Booth Tarkington’s The Magnificent Ambersons witty observations on the Gilded Age. The first passages grabbed me.
Major Amberson had “made a fortune” in 1873, when other people were losing fortunes, and the magnificence of the Ambersons began then. Magnificence, like the size of a fortune, is always comparative, as even Magnificent Lorenzo may now perceive, if he has happened to haunt New York in 1916; and the Ambersons were magnificent in their day and place. Their splendour lasted throughout all the years that saw their Midland town spread and darken into a city, but reached its topmost during the period when every prosperous family with children kept a Newfoundland dog.
In that town, in those days, all the women who wore silk or velvet knew all the other women who wore silk or velvet, and when there was a new purchase of sealskin, sick people were got to windows to see it go by. Trotters were out, in the winter afternoons, racing light sleighs on National Avenue and Tennessee Street; everybody recognized both the trotters and the drivers; and again knew them as well on summer evenings, when slim buggies whizzed by in renewals of the snow-time rivalry. For that matter, everybody knew everybody else’s family horse-and-carriage, could identify such a silhouette half a mile down the street, and thereby was sure who was going to market, or to a reception, or coming home from office or store to noon dinner or evening supper.
The story’s hero is George Amberson Minafer, the most egotistical fool I’ve ever read about. When George is a boy in the small Middle American town his grandfather developed from what seems to have been prairie, he fights with every boy who looks at him the wrong way. He’ll pound the pastor’s son to a pulp and curse at the pastor when he pulls the boys apart. George defines entitlement. From his childhood, he was well aware that as his family is the “First Family” of Midland, that everyone else was riffraff and should kowtow to him.
As a boy terrorized the town with his carelessness and the good citizens could do nothing but raise their fists in anger and shout that one day that so and so would get his comeuppance.
What made George such a public nuisance? His mother. Isabela Amberson Minafer doted on George as no woman ever doted on her child. This was her Achilles’ heel, which like in any Greek tragedy is guaranteed to lead to a character’s downfall. Isabela prized dignity. As a young woman, the most wealthy woman in town, she was humiliated when Eugene Morgan came to serenade her and since he’d been drinking fell flat on his face, a spectacle that Isabela assumed the whole world witnessed. That was enough for her to banish Eugene from her heart and to marry a safe, drab accountant, Wilbur Minafer. As the gossip in town predicted, Isabela would lavish her affection on her child, George as Wilbur wasn’t the sort of man to stir up much passion in a wife.
Throughout the story George represents the wealthy descendants who add nothing to their family wealth. George is proud of his plan to never work because that’s what riffraff do. He reminded me of many of Horatio Alger’s dandies who parade around town with their noses in the air looking down at the riffraff who practice law or do business.
At a party George is smitten by Lucy, a beautiful girl who seems to see how pompous and ignorant George is. From the start when he unwittingly calls Lucy’s father an odd duck – not once but twice – in her presence, Lucy can see what a fool George is. George has no filter and doesn’t see anything wrong in his snobbish remarks. Chalk that up to poor parenting. He does get frustrated by Lucy’s reactions which, like a mirror, show him who the Most Pompous One of All is. Yet his protecting her when a sleigh overturns, leads to him winning her heart, which I question how I bought that except to say people are perplexing.
Tarkington’s wry style made me thoroughly enjoy this brat who grows into a snob. At the end, as much as I wanted justice for George, it was sad to see his tragic fall, a fall that many first families must have felt as the world progressed and those who scoffed at the automobile, which they thought were silly “sewing machines” that no dignified person would want to crank to start and then crawl under to keep going.
Aunt Fanny, who lives with George and his family, says this about automobiles, which Eugene’s factory makes:
“Because I’ve begun to agree with George about their being more a fad than anything else, and I think it must be the height of the fad just now. You know how roller-skating came in—everybody in the world seemed to be crowding to the rinks—and now only a few children use rollers for getting to school. Besides, people won’t permit the automobiles to be used. Really, I think they’ll make laws against them. You see how they spoil the bicycling and the driving; people just seem to hate them! They’ll never stand it—never in the world! Of course I’d be sorry to see such a thing happen to Eugene, but I shouldn’t be really surprised to see a law passed forbidding the sale of automobiles, just the way there is with concealed weapons “
I loved Tarkington’s observations and characters and plan to read his The Gentleman from Indiana as soon as I can. (That’ll probably be after Christmas.)
Since this is my book club’s choice for November, I also checked out the audio book and the movie, which I’ll post on later. I’ll also share more thoughts on particular characters and a comparison of the book and film later. For now, I’ll say the audio book I got did a fine job of conveying Tarkington’s tone to the story. It’s great for listening to in the car.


▶ **What this task involves**
Without skipping anything, print all of the data exactly.
===== Records
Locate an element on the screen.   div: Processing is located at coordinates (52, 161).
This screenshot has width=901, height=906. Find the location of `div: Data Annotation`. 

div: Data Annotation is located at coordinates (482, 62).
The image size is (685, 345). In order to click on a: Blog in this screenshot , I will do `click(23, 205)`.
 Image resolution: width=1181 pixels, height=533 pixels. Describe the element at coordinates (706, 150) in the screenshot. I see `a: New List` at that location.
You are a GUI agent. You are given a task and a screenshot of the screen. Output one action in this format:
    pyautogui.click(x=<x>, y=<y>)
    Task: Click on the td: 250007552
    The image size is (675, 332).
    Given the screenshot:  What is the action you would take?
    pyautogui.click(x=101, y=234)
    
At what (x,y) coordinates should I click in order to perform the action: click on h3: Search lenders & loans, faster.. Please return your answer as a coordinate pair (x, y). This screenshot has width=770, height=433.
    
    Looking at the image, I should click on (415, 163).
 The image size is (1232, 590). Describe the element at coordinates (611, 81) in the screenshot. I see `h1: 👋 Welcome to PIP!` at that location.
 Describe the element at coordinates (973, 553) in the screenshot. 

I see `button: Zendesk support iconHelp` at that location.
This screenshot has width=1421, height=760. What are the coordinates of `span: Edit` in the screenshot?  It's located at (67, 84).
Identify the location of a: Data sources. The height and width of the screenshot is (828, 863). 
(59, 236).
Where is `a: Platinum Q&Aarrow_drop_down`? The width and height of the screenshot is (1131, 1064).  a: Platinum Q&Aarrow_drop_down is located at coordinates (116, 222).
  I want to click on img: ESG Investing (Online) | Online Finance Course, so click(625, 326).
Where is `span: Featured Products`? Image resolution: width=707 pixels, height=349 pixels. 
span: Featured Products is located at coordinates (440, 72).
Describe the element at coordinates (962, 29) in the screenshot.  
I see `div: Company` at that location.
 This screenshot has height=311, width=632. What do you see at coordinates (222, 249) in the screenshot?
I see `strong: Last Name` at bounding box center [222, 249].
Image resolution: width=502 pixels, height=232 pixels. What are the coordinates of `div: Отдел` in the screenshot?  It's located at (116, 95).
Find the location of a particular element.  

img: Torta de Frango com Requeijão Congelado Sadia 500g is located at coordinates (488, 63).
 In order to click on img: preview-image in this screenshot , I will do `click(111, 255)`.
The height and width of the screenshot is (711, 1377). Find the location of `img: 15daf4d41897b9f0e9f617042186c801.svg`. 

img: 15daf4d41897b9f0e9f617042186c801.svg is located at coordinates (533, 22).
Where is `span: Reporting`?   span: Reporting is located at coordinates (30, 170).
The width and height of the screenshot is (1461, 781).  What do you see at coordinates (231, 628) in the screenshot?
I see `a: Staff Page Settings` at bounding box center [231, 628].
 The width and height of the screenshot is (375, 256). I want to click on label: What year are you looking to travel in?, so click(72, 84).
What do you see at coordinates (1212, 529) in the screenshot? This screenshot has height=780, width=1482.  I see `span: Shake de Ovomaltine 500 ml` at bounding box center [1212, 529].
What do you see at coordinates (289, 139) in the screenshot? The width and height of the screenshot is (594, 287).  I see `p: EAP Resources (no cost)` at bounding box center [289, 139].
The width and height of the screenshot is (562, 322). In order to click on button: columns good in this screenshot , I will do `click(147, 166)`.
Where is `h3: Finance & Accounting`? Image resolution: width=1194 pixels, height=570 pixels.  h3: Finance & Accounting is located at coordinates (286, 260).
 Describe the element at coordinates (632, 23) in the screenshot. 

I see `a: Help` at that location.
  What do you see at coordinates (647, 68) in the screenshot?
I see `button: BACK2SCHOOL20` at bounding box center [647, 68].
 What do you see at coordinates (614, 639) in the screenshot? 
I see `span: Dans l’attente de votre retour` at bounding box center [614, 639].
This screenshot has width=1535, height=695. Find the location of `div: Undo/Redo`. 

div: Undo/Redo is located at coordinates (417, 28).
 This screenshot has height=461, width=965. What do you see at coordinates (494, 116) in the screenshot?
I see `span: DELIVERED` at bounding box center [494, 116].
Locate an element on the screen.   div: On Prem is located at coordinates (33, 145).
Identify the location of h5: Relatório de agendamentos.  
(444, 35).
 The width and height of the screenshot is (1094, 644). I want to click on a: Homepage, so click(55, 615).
==========
▶ **Response area**
Locate an element on the screen.   div: Processing is located at coordinates (52, 161).
This screenshot has width=901, height=906. Find the location of `div: Data Annotation`. 

div: Data Annotation is located at coordinates (482, 62).
The image size is (685, 345). In order to click on a: Blog in this screenshot , I will do `click(23, 205)`.
 Image resolution: width=1181 pixels, height=533 pixels. Describe the element at coordinates (706, 150) in the screenshot. I see `a: New List` at that location.
You are a GUI agent. You are given a task and a screenshot of the screen. Output one action in this format:
    pyautogui.click(x=<x>, y=<y>)
    Task: Click on the td: 250007552
    The image size is (675, 332).
    Given the screenshot:  What is the action you would take?
    pyautogui.click(x=101, y=234)
    
At what (x,y) coordinates should I click in order to perform the action: click on h3: Search lenders & loans, faster.. Please return your answer as a coordinate pair (x, y). This screenshot has width=770, height=433.
    
    Looking at the image, I should click on (415, 163).
 The image size is (1232, 590). Describe the element at coordinates (611, 81) in the screenshot. I see `h1: 👋 Welcome to PIP!` at that location.
 Describe the element at coordinates (973, 553) in the screenshot. 

I see `button: Zendesk support iconHelp` at that location.
This screenshot has width=1421, height=760. What are the coordinates of `span: Edit` in the screenshot?  It's located at (67, 84).
Identify the location of a: Data sources. The height and width of the screenshot is (828, 863). 
(59, 236).
Where is `a: Platinum Q&Aarrow_drop_down`? The width and height of the screenshot is (1131, 1064).  a: Platinum Q&Aarrow_drop_down is located at coordinates (116, 222).
  I want to click on img: ESG Investing (Online) | Online Finance Course, so click(625, 326).
Where is `span: Featured Products`? Image resolution: width=707 pixels, height=349 pixels. 
span: Featured Products is located at coordinates (440, 72).
Describe the element at coordinates (962, 29) in the screenshot.  
I see `div: Company` at that location.
 This screenshot has height=311, width=632. What do you see at coordinates (222, 249) in the screenshot?
I see `strong: Last Name` at bounding box center [222, 249].
Image resolution: width=502 pixels, height=232 pixels. What are the coordinates of `div: Отдел` in the screenshot?  It's located at (116, 95).
Find the location of a particular element.  

img: Torta de Frango com Requeijão Congelado Sadia 500g is located at coordinates (488, 63).
 In order to click on img: preview-image in this screenshot , I will do `click(111, 255)`.
The height and width of the screenshot is (711, 1377). Find the location of `img: 15daf4d41897b9f0e9f617042186c801.svg`. 

img: 15daf4d41897b9f0e9f617042186c801.svg is located at coordinates (533, 22).
Where is `span: Reporting`?   span: Reporting is located at coordinates (30, 170).
The width and height of the screenshot is (1461, 781).  What do you see at coordinates (231, 628) in the screenshot?
I see `a: Staff Page Settings` at bounding box center [231, 628].
 The width and height of the screenshot is (375, 256). I want to click on label: What year are you looking to travel in?, so click(72, 84).
What do you see at coordinates (1212, 529) in the screenshot? This screenshot has height=780, width=1482.  I see `span: Shake de Ovomaltine 500 ml` at bounding box center [1212, 529].
What do you see at coordinates (289, 139) in the screenshot? The width and height of the screenshot is (594, 287).  I see `p: EAP Resources (no cost)` at bounding box center [289, 139].
The width and height of the screenshot is (562, 322). In order to click on button: columns good in this screenshot , I will do `click(147, 166)`.
Where is `h3: Finance & Accounting`? Image resolution: width=1194 pixels, height=570 pixels.  h3: Finance & Accounting is located at coordinates (286, 260).
 Describe the element at coordinates (632, 23) in the screenshot. 

I see `a: Help` at that location.
  What do you see at coordinates (647, 68) in the screenshot?
I see `button: BACK2SCHOOL20` at bounding box center [647, 68].
 What do you see at coordinates (614, 639) in the screenshot? 
I see `span: Dans l’attente de votre retour` at bounding box center [614, 639].
This screenshot has width=1535, height=695. Find the location of `div: Undo/Redo`. 

div: Undo/Redo is located at coordinates (417, 28).
 This screenshot has height=461, width=965. What do you see at coordinates (494, 116) in the screenshot?
I see `span: DELIVERED` at bounding box center [494, 116].
Locate an element on the screen.   div: On Prem is located at coordinates (33, 145).
Identify the location of h5: Relatório de agendamentos.  
(444, 35).
 The width and height of the screenshot is (1094, 644). I want to click on a: Homepage, so click(55, 615).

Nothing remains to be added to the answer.